A woman who remains in Oelshky said life under occupation has become harder over time.
The Russians “began to act more harshly than before,” she said, speaking on condition of anonymity out of fear for her safety. Russian soldiers now check the documents of locals, for example, when visiting the market.
For that reason, the woman and her family avoid leaving the house. Many people get by on the food that remains after others leave. “They give us their stocks,” she said.
Most townspeople who fled to Crimea continued their journey through the Russian province of Rostov-on-Don to Moscow and eventually made it to either the Latvian or Lithuanian border. Many went on to Poland and crossed into Ukraine from there or stayed in refugee camps. AP also spoke to two people who traveled directly to Belgorod, which borders Ukraine’s Sumy region.
In Armyansk, a 50-year-old woman named Alla was questioned: Do you support Russia’s special military operation? Do you have contacts in the Ukrainian government? Who do you think exploded the dam?
She thought carefully about how to answer.
Alla had stayed because her 74-year-old arthritis-stricken mother didn’t want to go. Unable to bear it any longer, she took all the precautions she could by deleting potentially suspicious contacts and messages. She even told the Russian soldiers she was going to Simferopol, the capital of the Crimean Peninsula, and no further.

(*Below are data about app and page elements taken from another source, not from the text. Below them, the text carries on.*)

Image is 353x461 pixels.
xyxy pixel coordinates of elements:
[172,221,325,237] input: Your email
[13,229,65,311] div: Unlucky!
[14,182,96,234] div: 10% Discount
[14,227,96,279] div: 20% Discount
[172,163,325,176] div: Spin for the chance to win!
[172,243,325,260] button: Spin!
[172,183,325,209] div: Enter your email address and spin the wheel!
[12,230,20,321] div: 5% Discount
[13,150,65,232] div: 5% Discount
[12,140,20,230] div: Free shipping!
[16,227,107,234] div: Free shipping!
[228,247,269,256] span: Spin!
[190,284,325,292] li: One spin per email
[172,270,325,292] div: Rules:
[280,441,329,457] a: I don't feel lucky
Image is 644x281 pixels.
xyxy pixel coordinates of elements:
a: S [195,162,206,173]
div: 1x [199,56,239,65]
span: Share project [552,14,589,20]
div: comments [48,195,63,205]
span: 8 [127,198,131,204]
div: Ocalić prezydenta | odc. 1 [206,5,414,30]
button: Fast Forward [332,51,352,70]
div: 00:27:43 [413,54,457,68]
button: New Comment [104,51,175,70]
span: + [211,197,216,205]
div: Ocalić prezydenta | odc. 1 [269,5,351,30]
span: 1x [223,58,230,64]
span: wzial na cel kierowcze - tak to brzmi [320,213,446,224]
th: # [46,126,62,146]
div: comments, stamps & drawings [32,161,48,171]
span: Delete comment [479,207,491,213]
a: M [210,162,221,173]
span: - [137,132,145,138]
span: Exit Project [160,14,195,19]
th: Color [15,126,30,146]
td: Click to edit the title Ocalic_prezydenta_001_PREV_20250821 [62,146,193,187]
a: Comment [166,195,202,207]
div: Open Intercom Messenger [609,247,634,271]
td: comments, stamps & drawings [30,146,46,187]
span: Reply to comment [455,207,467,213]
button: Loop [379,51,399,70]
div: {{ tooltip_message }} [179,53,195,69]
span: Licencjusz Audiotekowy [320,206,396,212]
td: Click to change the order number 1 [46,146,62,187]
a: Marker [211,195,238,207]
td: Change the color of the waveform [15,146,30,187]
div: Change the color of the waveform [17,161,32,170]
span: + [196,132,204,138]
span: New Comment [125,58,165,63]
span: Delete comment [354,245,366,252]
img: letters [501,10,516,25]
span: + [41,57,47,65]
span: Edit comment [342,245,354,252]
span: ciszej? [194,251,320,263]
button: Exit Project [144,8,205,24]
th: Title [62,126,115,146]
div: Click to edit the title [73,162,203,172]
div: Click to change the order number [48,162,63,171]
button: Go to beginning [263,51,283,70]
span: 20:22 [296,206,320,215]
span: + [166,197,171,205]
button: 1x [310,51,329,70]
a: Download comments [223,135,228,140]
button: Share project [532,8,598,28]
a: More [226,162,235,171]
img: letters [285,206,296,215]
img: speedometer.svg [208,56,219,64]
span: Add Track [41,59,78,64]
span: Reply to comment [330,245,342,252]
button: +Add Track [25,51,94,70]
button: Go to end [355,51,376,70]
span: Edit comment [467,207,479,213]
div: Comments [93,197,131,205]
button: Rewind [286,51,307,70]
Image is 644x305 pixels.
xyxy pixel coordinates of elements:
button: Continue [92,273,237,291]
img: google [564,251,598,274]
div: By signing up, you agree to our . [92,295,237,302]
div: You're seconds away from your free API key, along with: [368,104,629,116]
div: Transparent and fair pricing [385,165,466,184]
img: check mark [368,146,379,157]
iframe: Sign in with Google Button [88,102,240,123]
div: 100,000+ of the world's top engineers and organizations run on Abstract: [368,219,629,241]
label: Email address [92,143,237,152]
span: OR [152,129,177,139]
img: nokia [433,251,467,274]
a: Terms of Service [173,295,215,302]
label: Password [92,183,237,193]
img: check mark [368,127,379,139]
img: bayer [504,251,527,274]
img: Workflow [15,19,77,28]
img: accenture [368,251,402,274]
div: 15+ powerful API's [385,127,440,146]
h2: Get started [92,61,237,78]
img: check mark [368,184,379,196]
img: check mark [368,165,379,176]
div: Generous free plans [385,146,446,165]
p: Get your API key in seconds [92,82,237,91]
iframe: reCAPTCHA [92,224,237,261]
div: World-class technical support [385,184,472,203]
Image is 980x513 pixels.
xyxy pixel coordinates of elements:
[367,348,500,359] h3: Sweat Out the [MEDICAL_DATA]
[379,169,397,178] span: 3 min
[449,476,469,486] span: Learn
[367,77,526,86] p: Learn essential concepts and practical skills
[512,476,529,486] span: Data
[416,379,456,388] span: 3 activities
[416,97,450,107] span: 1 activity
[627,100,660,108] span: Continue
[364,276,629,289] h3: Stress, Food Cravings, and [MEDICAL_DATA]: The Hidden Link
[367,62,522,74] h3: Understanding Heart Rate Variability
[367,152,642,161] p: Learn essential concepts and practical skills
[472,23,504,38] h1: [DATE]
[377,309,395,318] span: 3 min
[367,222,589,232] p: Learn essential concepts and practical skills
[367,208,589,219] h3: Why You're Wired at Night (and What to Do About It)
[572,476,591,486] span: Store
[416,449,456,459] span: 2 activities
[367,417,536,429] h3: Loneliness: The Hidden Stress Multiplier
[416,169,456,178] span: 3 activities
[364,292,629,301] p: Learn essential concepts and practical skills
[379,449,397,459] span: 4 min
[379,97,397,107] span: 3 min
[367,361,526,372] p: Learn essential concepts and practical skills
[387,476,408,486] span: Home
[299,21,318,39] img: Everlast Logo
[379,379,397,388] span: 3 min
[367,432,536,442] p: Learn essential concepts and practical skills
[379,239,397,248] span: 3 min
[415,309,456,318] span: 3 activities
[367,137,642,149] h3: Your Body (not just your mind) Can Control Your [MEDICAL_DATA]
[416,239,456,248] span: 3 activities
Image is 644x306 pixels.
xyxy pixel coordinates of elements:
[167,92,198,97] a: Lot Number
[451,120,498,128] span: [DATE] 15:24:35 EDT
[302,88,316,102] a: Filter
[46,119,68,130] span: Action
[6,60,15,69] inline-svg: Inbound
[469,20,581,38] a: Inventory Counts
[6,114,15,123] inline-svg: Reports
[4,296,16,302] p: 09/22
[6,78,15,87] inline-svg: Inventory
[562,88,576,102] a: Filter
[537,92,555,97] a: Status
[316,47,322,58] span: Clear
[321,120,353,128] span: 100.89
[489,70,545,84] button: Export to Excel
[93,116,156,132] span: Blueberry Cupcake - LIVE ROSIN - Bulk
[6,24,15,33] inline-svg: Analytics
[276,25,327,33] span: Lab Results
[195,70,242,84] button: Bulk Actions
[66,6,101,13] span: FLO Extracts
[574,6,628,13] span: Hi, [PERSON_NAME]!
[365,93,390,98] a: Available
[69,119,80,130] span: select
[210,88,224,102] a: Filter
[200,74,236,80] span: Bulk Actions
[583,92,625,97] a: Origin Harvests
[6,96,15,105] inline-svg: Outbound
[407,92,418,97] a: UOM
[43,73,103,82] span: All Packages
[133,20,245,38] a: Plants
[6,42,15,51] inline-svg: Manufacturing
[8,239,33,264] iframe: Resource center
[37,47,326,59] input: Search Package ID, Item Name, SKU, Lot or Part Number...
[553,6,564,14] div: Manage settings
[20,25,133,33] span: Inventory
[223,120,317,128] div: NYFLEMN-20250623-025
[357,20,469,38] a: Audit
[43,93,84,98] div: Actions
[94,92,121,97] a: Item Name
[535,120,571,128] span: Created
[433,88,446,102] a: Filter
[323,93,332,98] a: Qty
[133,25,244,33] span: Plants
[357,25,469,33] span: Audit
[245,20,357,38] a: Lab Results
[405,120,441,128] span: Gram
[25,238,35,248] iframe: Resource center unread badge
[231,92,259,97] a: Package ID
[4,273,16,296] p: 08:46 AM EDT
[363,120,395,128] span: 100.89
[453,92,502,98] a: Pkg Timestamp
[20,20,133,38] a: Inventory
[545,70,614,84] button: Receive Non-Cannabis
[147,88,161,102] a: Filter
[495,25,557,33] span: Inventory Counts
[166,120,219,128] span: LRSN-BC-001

The last 15 months were the hardest of her life.
“Every day in Oleshky was a risk. Every day I thought about leaving, but I couldn’t bring myself to make a decision. My mother is there, my house that we loved, that we dedicated most of our lives to build,” she said.
A few months into occupation, the ruble was enforced as currency. Alla had to exchange her Ukrainian hryvnias for a 10 percent fee. The last time she tried to purchase diabetes medication at the hospital she was told to present Russian documents the next time.
She lost friends: Some accepted offers to acquire Russian passports and housing certificates to purchase apartments inside Russia. Two of Yaremenko’s acquaintances did so too. “Our friends, for example, took the passports immediately. They say they feel it has become easier to live.”
The flooding was the last straw. Scores of homes were damaged. Many buildings still standing are uninhabitable. The treat of water-borne disease loomed.
At the checkpoint, Alla looked up at the Russian soldier. I don’t know who exploded the dam, she said. “I just want peace.” He let her through.
At the Latvian border, she was taken aside again and questioned in a room where a pair of handcuffs hung on a chair. Why leave? They asked. Why not wait for compensation? Why not look for a house in Russia?
Then they said they knew she had left her mother behind. If she dared return for her, they would not let her pass a second time, they warned.
“It was psychological pressure,” she said.
Those with a history of collaboration took greater measures to hide their past.
Yuri, 28, a former journalist, buried his press credentials and wiped his phone contacts. For months, he had been passing coordinates of Russian army movements to friends connected to Ukrainian forces.
In Oleshky he had found work in a shawarma shop frequented by Russian soldiers, he said. “Every day you leave your house and don’t know if you’ll come back,” he said.
To survive, he was polite and struck up conversation with the soldiers. Some told him they would fight for the territory until the end. Others said they wanted to go home. He pretended to sympathize.
He was let through in Armyansk. Like so many others, he headed to the one place he felt most at home. Across the river, in the city of Kherson, where Russian bombardment is constant.
“It’s absurd in a way,” he said with a laugh. Only a few weeks ago, he could see the Ukrainian-controlled city from his building under occupation. “It was just 20 minutes between Oleshky and Kherson. Now it’s three days.”